Try it | Transcribe only the lines from the one containing "The width and" through the final line of the entries below, exactly, and exclude the pictures.

┌──

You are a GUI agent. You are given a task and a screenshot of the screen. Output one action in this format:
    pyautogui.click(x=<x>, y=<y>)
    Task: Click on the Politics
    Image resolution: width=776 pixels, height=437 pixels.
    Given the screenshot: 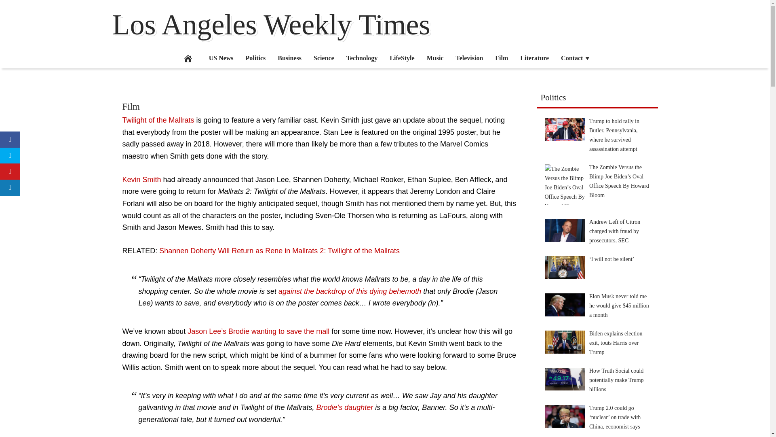 What is the action you would take?
    pyautogui.click(x=256, y=58)
    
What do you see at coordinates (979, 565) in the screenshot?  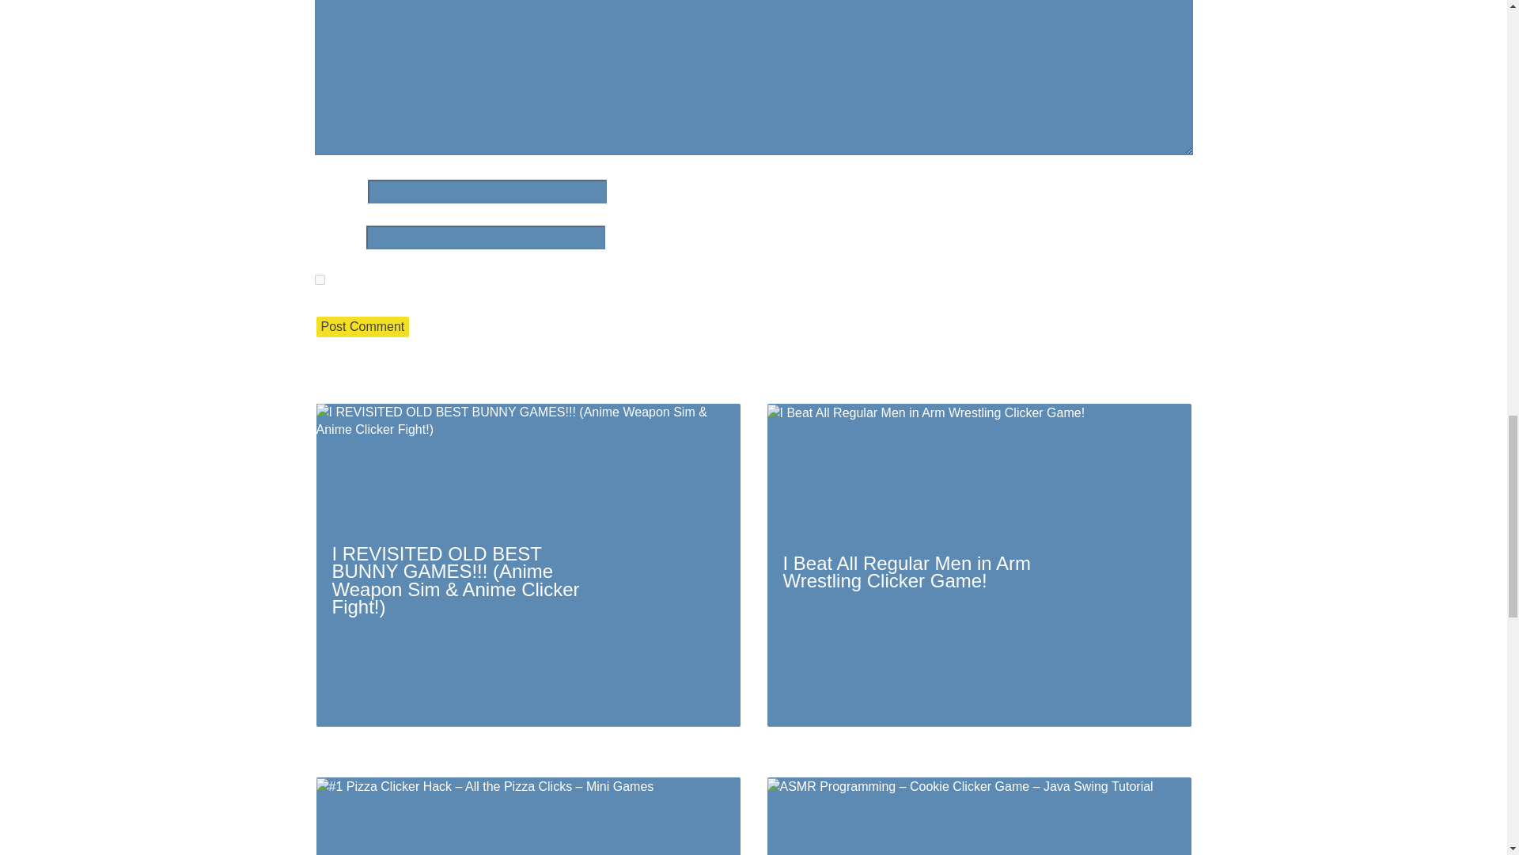 I see `I Beat All Regular Men in Arm Wrestling Clicker Game!` at bounding box center [979, 565].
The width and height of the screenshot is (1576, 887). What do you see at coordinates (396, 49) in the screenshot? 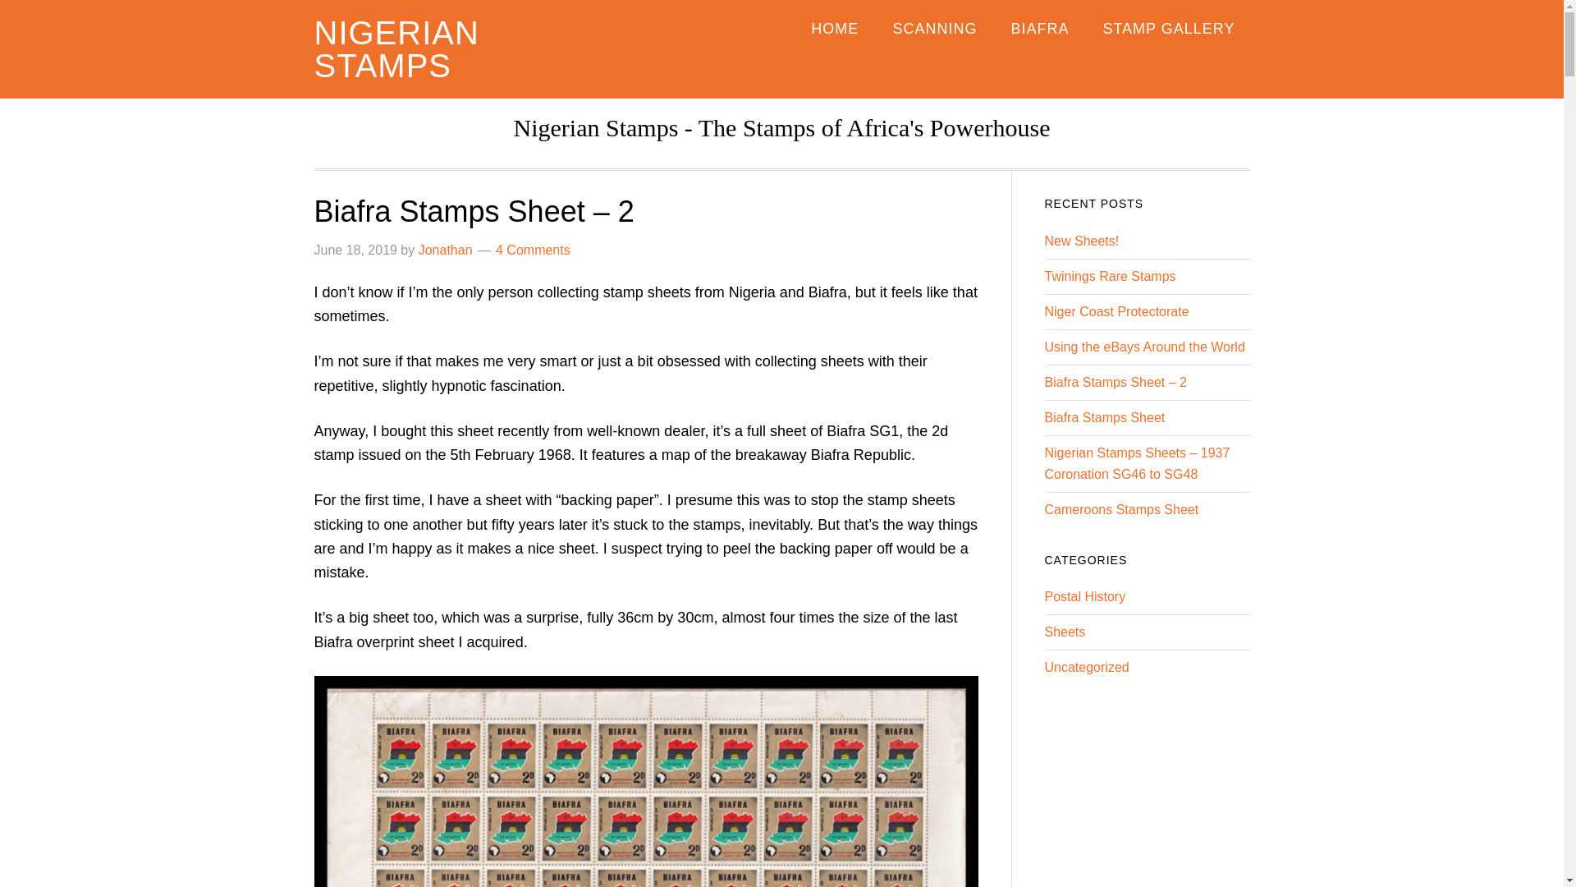
I see `NIGERIAN STAMPS` at bounding box center [396, 49].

└──

Output |
The width and height of the screenshot is (1576, 887). What do you see at coordinates (396, 49) in the screenshot? 
I see `NIGERIAN STAMPS` at bounding box center [396, 49].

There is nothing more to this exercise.